AVED, Jacques-André-Joseph
(b. 1702, Douai, d. 1766, Paris)

Biography

French painter and collector. His father, Jean-Baptiste Havet, a doctor of Armenian origin, died when Aved was a child. He was brought up in Amsterdam by his step-father, a captain in the Dutch Guards. At 16 he is said to have become a pedlar or 'camelot' (hence the nickname Camelot given to him by his French acquaintances) travelling through the Netherlands, drawing portraits at fairs. In 1721, after spending short periods in the Amsterdam studios of the French engraver Bernard Picart and of the draughtsman François Boitard, he left the Netherlands to work in the Paris studio of the fashionable portrait painter Alexis-Simon Belle. At this time he met other notable painters including Carle Van Loo and the portrait painters Maurice Quentin de La Tour, Jean-Baptiste Perronneau and Jean-Etienne Liotard. He also formed a deep and lasting friendship with Jean-Siméon Chardin, with whom he may have collaborated on occasion; they used similar techniques, and he may have encouraged Chardin to turn from still-life painting to figure painting in the 1730s.

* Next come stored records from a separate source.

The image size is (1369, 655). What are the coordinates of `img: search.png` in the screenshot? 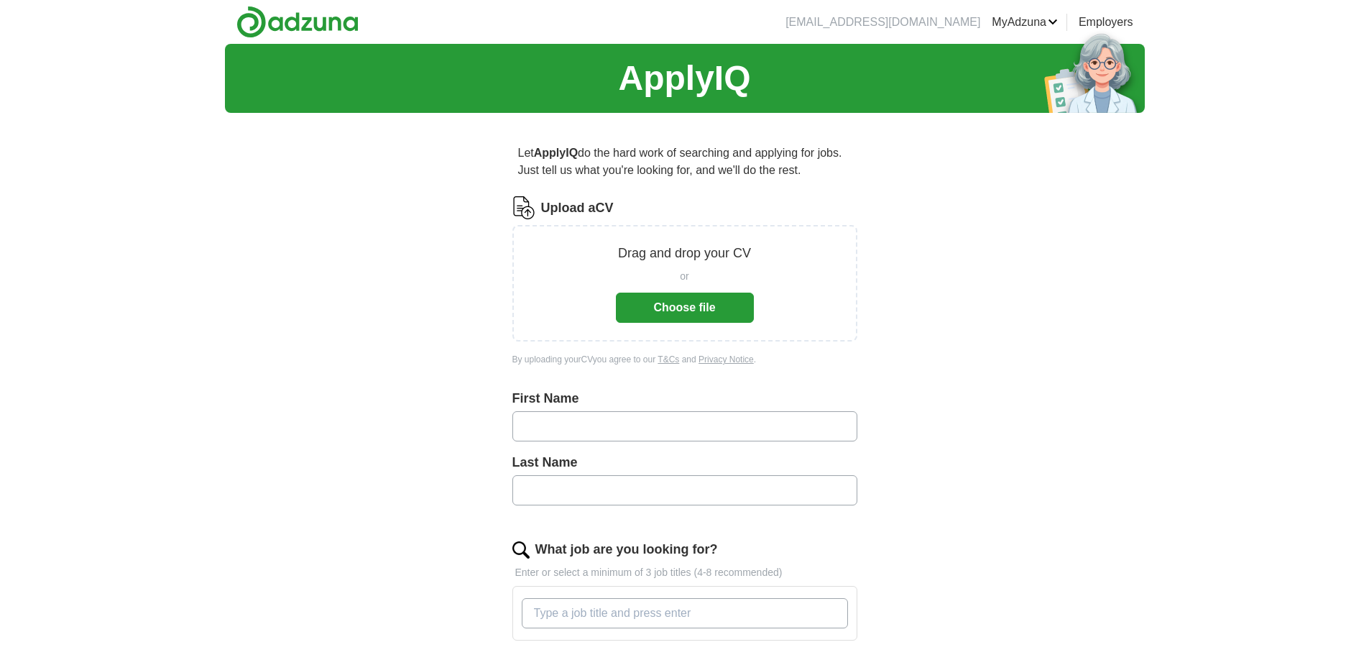 It's located at (521, 550).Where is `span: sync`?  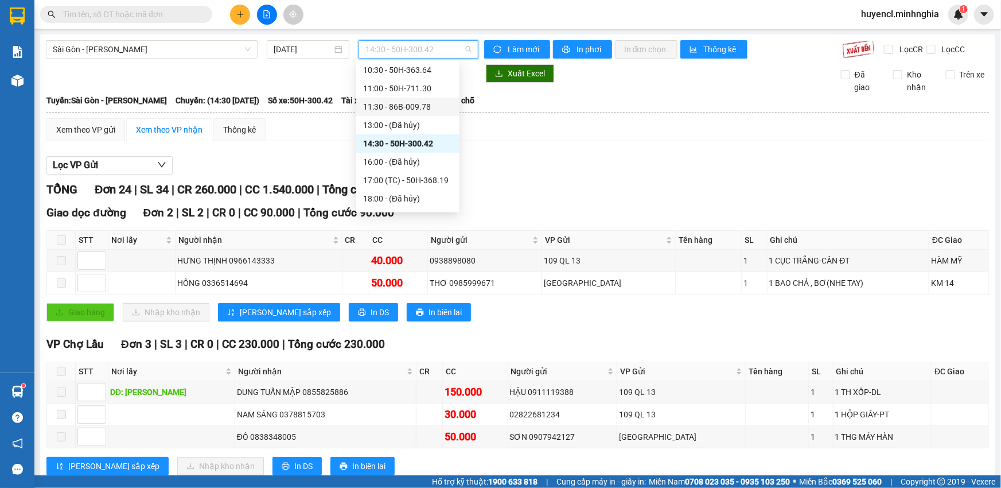 span: sync is located at coordinates (498, 50).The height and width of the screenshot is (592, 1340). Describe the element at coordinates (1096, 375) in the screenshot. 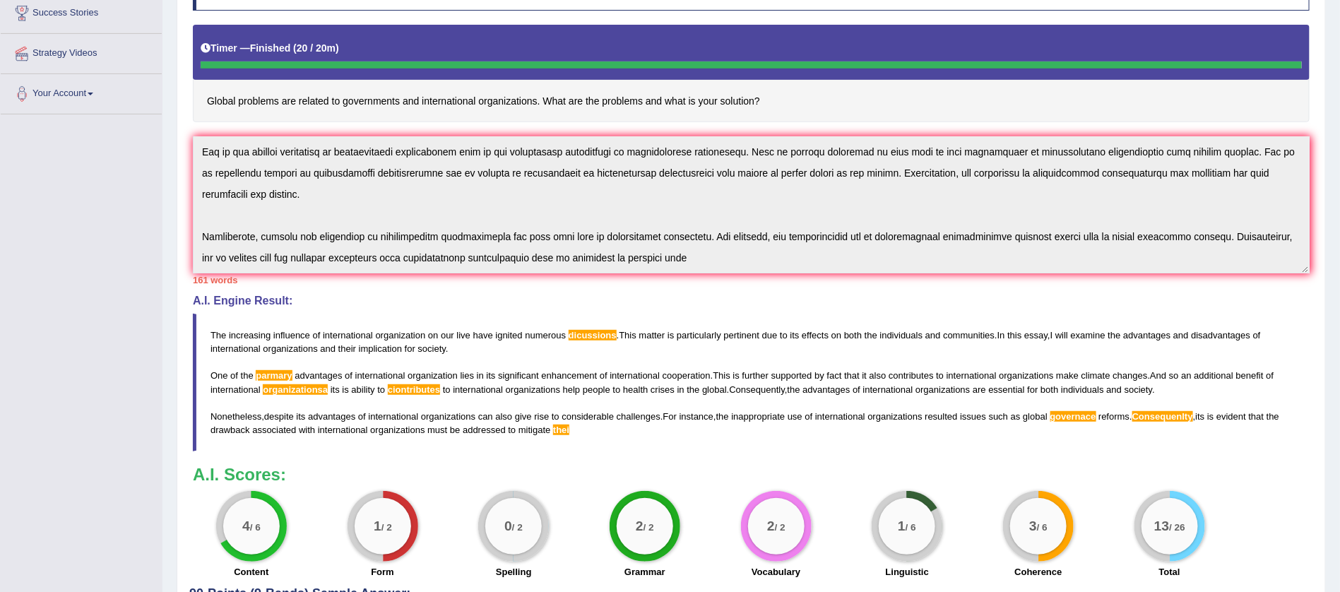

I see `span: climate` at that location.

He was accepted (agréé) at the Académie in 1731, and received three years later on presenting portraits (now at Versailles) of Jean-François De Troy and Cazes, the master of Chardin. It is customary to link Aved and Chardin, rightly, because the two men were friendly. Chardin painted Aved's portrait, and Aved owned some of his still-lifes. Yet Aved seems to have been friendly also with Boucher and Carle van Loo, at least in these early years. His patrons proved quite often to be royal or at least noble; ambassadors like Count Tessin sat to him, and Louis XV commissioned a portrait which, however, caused Aved trouble and which took long to complete. It may well be that court portraiture as such did not suit him, but he travelled to The Hague in 1750 to paint the Stadhouder William (Amsterdam) - with rather conventional results.